Wednesday, February 6, 2013

(Not So) Wordless Wednesday - Post 242: My First Airplane Flight

I'm posting family photographs from my collection on Wednesdays, but they aren't Wordless Wednesday posts like others do - I simply am incapable of having a wordless post.

Here is a photograph from the Seaver/Carringer family photograph collection passed to me by my mother in the 1988 to 2002 time period:




This is a photograph of the airplane in which I took my first airplane ride and vacation in 1956 as a 12-year old.  One of my best friends was my neighbor, Butch Craver.  They lived across the street in a corner house with a big back yard, his father had a jukebox business (Wurlitzer's I believe, which was fun), and both of his parents were pilots (his mother was a Powder Puff Derby winner in 1972), and they owned this airplane.  The airplane seated four as I recall.
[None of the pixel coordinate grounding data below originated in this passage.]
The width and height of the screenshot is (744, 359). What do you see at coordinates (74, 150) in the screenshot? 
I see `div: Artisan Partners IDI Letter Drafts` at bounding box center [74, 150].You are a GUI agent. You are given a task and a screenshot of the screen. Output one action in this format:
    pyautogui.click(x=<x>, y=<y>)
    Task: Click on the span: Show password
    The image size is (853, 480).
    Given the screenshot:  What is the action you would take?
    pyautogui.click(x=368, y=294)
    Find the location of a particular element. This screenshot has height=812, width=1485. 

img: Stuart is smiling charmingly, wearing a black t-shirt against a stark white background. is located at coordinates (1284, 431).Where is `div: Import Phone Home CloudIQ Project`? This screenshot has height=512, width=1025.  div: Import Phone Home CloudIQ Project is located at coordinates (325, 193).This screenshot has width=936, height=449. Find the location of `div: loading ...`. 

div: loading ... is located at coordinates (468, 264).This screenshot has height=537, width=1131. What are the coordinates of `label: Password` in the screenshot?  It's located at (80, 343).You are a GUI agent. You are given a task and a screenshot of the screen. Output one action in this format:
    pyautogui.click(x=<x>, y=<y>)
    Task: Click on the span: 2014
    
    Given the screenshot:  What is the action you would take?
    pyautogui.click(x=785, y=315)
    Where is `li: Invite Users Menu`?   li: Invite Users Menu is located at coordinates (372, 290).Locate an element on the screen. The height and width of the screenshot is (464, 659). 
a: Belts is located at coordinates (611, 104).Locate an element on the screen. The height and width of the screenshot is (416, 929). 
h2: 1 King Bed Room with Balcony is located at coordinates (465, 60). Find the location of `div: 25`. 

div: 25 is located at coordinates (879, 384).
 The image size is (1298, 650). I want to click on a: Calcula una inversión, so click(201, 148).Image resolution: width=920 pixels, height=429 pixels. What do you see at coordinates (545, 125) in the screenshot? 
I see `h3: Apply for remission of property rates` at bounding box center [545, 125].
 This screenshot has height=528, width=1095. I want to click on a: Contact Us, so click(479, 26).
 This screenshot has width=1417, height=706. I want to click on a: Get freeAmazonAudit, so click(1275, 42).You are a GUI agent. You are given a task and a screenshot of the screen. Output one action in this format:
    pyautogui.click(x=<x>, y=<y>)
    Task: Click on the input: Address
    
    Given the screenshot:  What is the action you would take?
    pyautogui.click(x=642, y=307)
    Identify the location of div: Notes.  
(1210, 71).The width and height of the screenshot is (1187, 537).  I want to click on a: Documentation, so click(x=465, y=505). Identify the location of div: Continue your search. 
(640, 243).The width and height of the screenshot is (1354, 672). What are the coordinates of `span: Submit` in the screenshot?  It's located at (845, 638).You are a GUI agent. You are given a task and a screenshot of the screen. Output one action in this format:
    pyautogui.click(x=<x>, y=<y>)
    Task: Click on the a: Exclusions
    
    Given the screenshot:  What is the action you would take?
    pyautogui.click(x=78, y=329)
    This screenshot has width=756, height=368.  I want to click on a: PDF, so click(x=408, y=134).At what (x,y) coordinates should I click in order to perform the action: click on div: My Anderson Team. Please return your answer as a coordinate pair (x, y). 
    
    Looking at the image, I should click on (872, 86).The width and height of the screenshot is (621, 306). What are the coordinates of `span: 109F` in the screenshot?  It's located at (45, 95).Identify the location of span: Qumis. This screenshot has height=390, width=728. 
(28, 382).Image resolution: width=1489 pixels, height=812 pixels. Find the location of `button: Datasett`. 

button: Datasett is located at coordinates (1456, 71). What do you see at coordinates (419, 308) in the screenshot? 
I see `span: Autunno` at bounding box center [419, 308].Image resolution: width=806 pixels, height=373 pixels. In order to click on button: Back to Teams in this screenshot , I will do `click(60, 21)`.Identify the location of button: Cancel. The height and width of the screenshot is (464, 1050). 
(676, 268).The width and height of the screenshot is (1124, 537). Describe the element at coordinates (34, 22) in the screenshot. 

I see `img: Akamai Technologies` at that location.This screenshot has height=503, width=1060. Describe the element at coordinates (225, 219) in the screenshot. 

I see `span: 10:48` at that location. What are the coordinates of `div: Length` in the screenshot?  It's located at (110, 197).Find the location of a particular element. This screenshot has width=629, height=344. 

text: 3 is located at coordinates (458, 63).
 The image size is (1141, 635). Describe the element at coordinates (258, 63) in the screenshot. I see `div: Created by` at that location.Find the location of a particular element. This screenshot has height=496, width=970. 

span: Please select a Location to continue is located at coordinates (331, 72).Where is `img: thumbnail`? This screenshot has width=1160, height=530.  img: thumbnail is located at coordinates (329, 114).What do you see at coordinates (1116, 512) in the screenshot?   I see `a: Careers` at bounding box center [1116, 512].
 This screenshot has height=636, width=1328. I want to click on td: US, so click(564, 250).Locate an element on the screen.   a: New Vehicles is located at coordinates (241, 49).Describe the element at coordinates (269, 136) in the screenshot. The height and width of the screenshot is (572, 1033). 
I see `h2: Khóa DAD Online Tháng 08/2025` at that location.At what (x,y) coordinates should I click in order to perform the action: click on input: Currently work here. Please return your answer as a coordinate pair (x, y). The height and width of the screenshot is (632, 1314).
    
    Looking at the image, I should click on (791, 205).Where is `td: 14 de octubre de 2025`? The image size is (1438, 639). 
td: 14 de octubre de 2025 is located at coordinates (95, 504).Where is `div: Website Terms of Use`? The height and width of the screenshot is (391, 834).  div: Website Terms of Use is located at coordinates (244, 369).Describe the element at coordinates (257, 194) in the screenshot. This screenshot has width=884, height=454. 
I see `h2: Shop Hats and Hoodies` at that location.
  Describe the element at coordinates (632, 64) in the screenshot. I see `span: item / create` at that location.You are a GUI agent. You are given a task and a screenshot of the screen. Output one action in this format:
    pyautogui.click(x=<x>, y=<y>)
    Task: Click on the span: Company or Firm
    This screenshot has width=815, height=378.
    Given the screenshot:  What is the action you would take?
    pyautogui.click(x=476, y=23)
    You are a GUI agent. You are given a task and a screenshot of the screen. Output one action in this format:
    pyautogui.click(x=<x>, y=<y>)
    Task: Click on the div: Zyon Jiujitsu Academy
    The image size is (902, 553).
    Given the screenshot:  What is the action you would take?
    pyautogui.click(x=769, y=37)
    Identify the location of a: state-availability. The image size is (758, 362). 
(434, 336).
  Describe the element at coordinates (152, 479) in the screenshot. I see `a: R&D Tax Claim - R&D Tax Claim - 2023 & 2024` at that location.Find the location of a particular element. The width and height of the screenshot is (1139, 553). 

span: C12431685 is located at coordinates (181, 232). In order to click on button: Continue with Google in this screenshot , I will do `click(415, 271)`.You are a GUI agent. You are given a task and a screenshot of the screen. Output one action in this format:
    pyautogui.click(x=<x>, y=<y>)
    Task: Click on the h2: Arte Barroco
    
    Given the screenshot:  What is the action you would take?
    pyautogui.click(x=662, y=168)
Butch's family took flying vacations, and they had an extra seat in 1956, so they invited me to go with them to Vancouver, B.C. to visit family members.  I ran home all excited to ask my mother if I could go, and she immediately said "yes" for some reason (she told me when I was older that she and my father had real reservations about it!).  

Off we went on our two-week jaunt to the Pacific Northwest in late August 1956.  It was great watching the earth go by from 10,000 feet.  Butch's father explained and demonstrated the basics of flight (weight, lift, thrust, drag, stability, control) during the flight.  This aircraft only went about 120 miles/hour, so we had a lot of air time.  We stopped in Sacramento, California, Medford, Oregon and Bellingham, Washington on the way north.  In Bellingham, they rented a car and drove into Vancouver, B.C.  On the trip back, we stopped in Medford again, then San Francisco (we actually saw President Eisenhower arriving for the 1956 Republican Convention) and home to San Diego.  I also saw the absolute power of weather on this trip - in the Pacific Northwest, you cannot avoid flying into and through clouds, and we were caught in a thunderstorm one night in Medford (this plane was already tied down) that destroyed several other light planes on the ground.  

This trip sparked an interest in aircraft in this 12-year old boy, and led to a degree in Aerospace Engineering and a 40-year career in engineering in the aircraft industry.  

I have forgotten what the airplane model is, but I think it's a Piper PA-22 since it is four seats, tricycle fixed landing gear, dual strut, single engine and high-wing airplane.

Hey Butch - are you reading this?  Let's talk!